Problem requirements —
An exact copy is required of the lines running from the one that contains "reading: 15 mph" to the end of the material, both ends included, with pictures omitted.

Given data —
-----
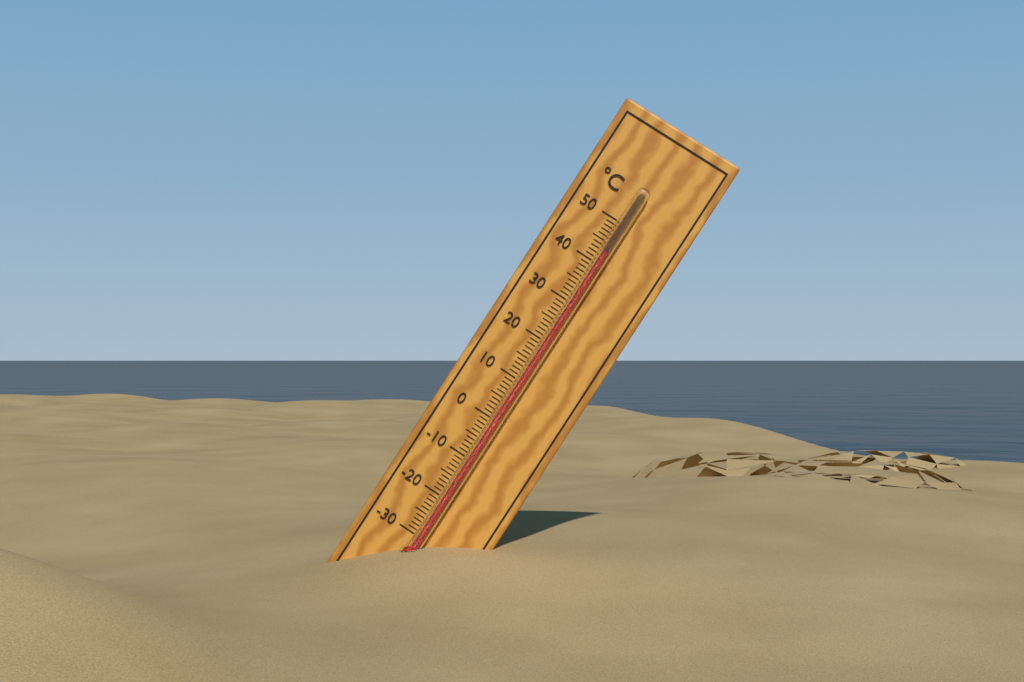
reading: 43 °C
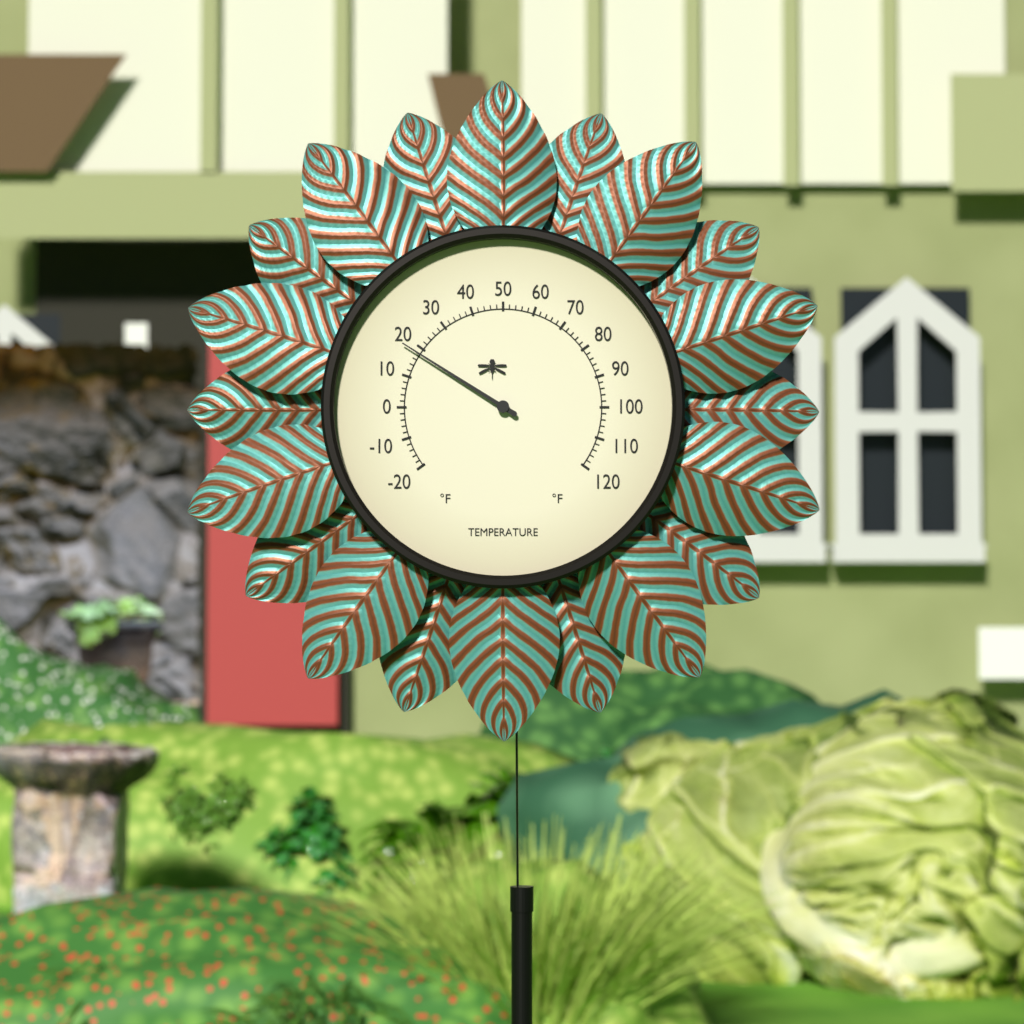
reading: 18 °F
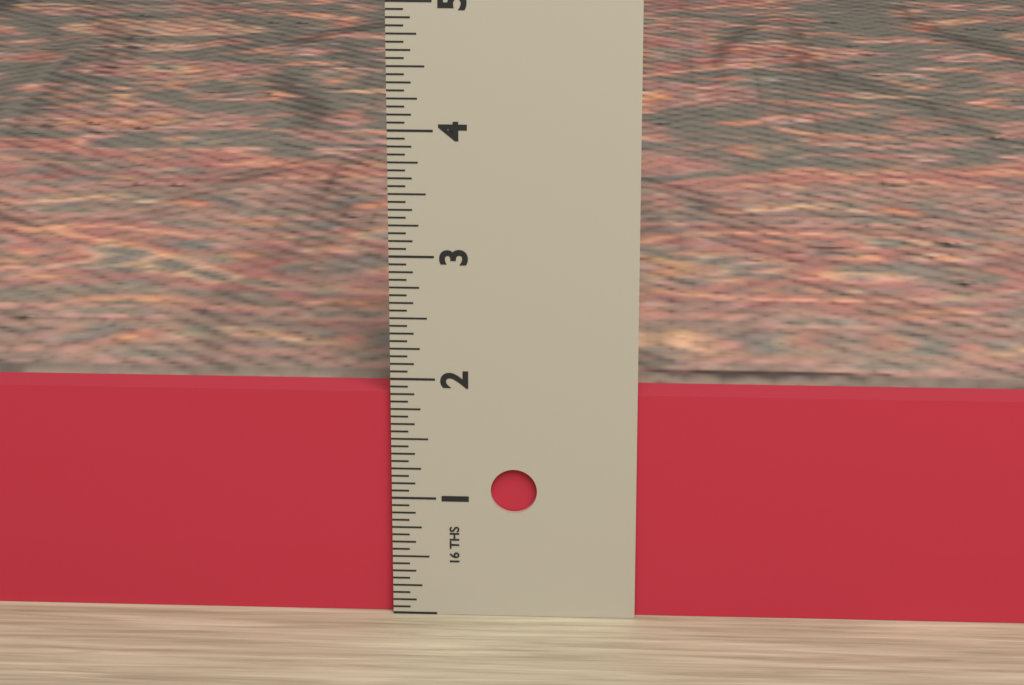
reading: 1.8750 in
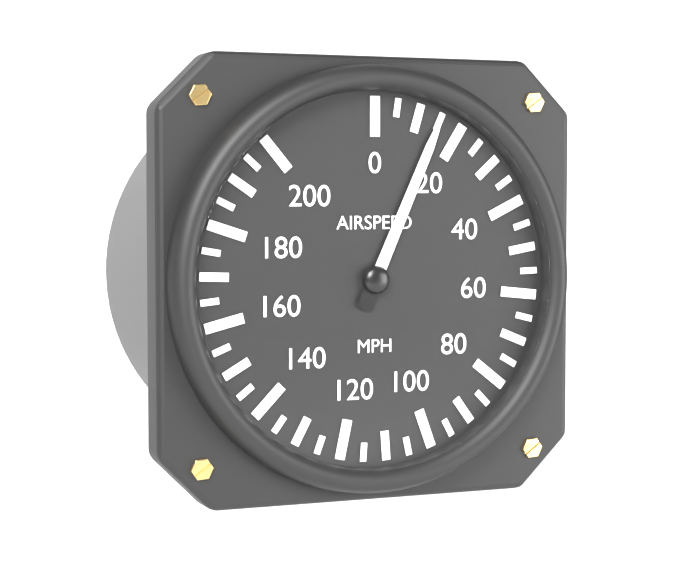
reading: 15 mph
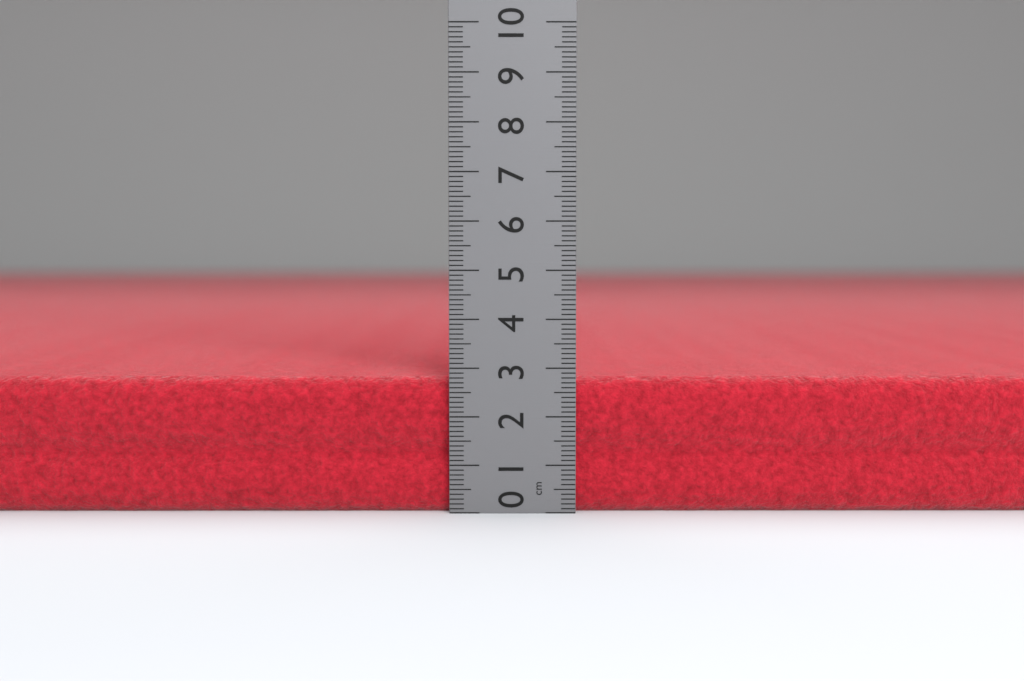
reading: 2.8 cm
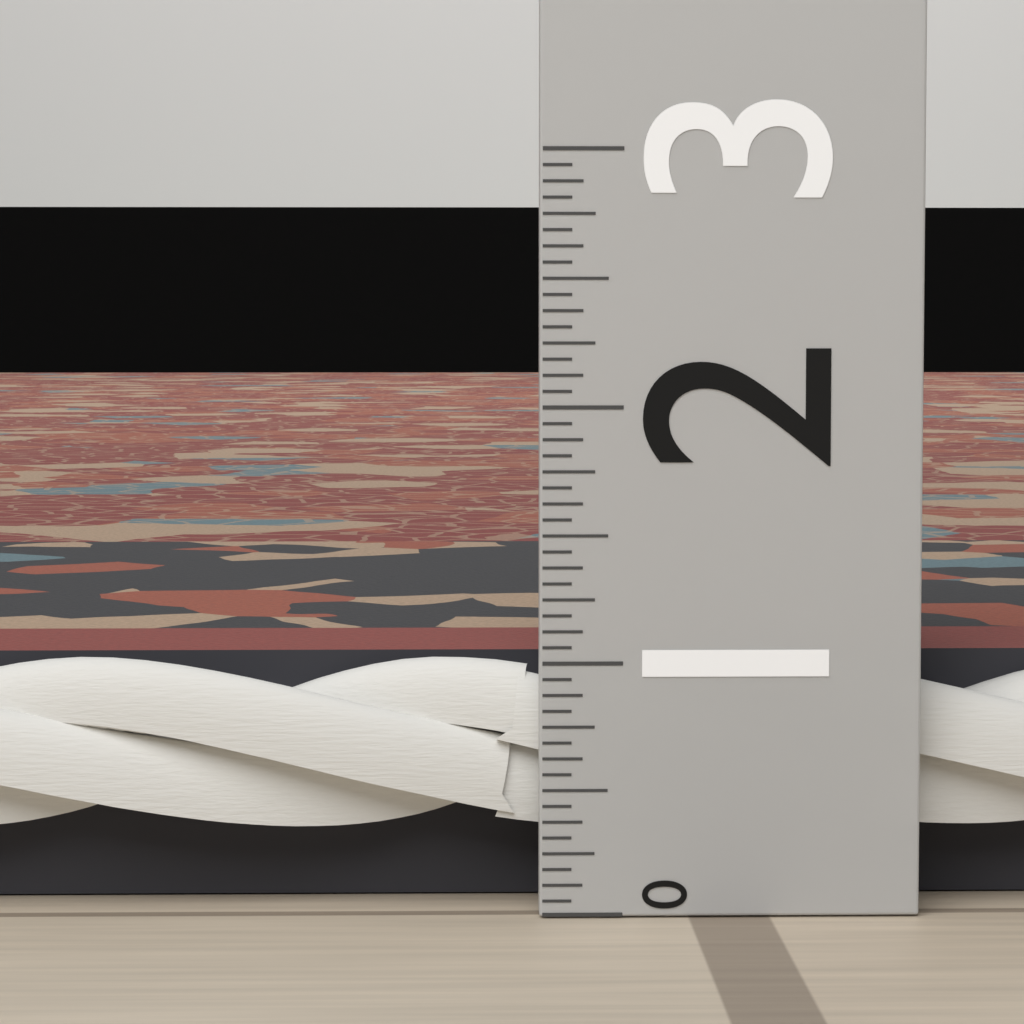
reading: 1.0000 (no unit)
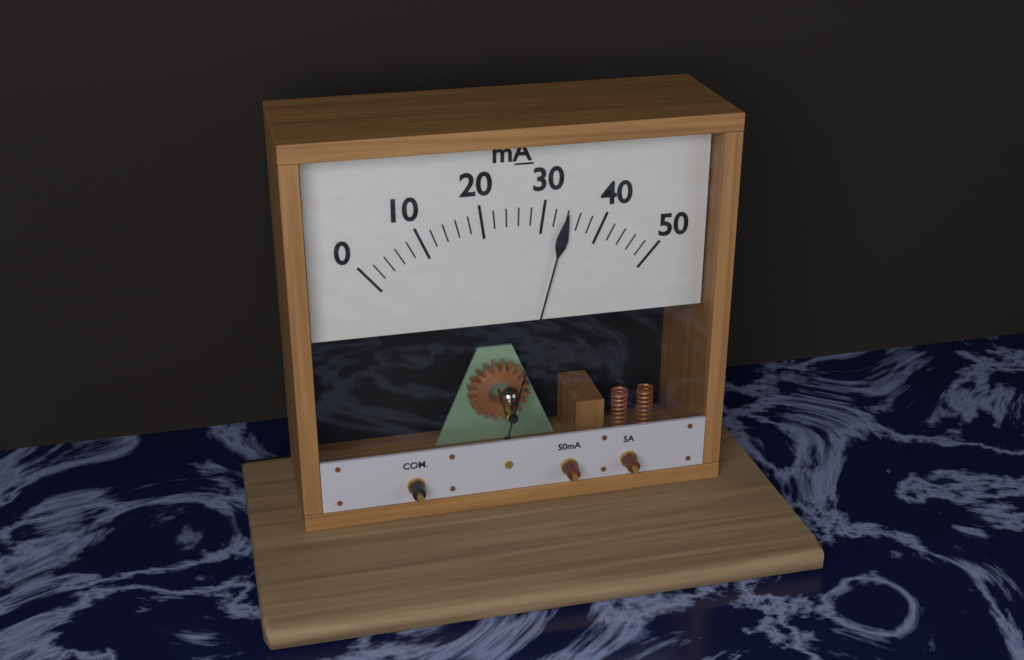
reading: 34 mA
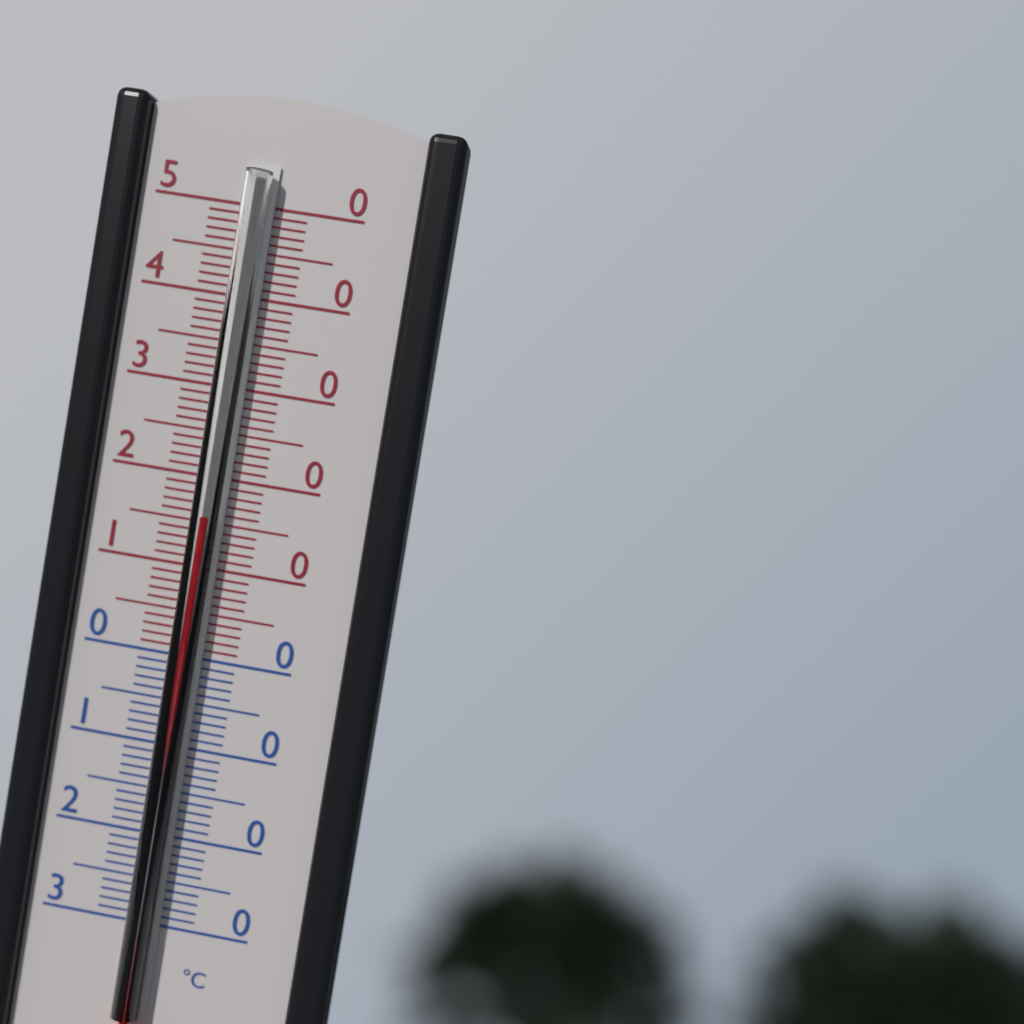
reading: 16 °C
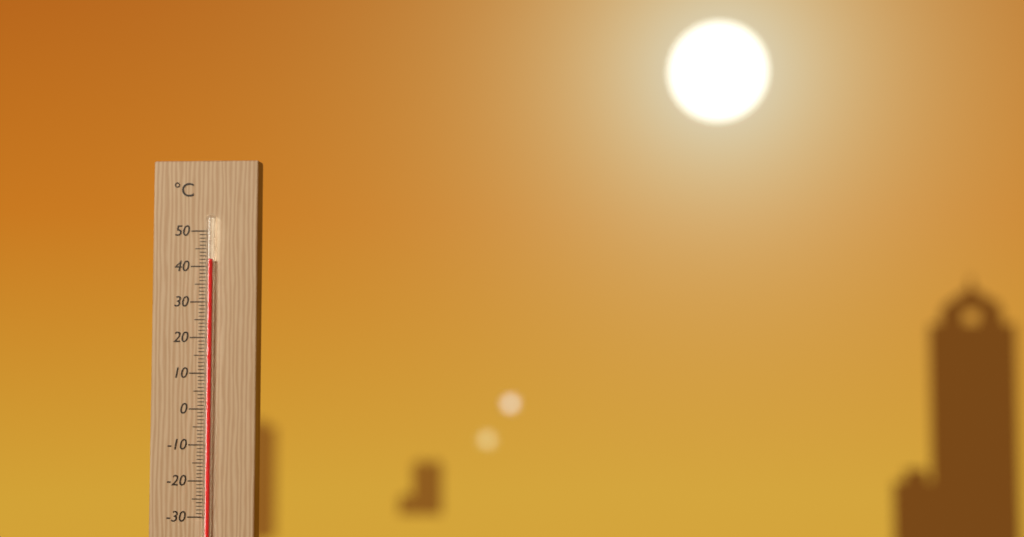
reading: 42 °C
-----
Result —
reading: 15 mph
reading: 2.8 cm
reading: 1.0000 (no unit)
reading: 34 mA
reading: 16 °C
reading: 42 °C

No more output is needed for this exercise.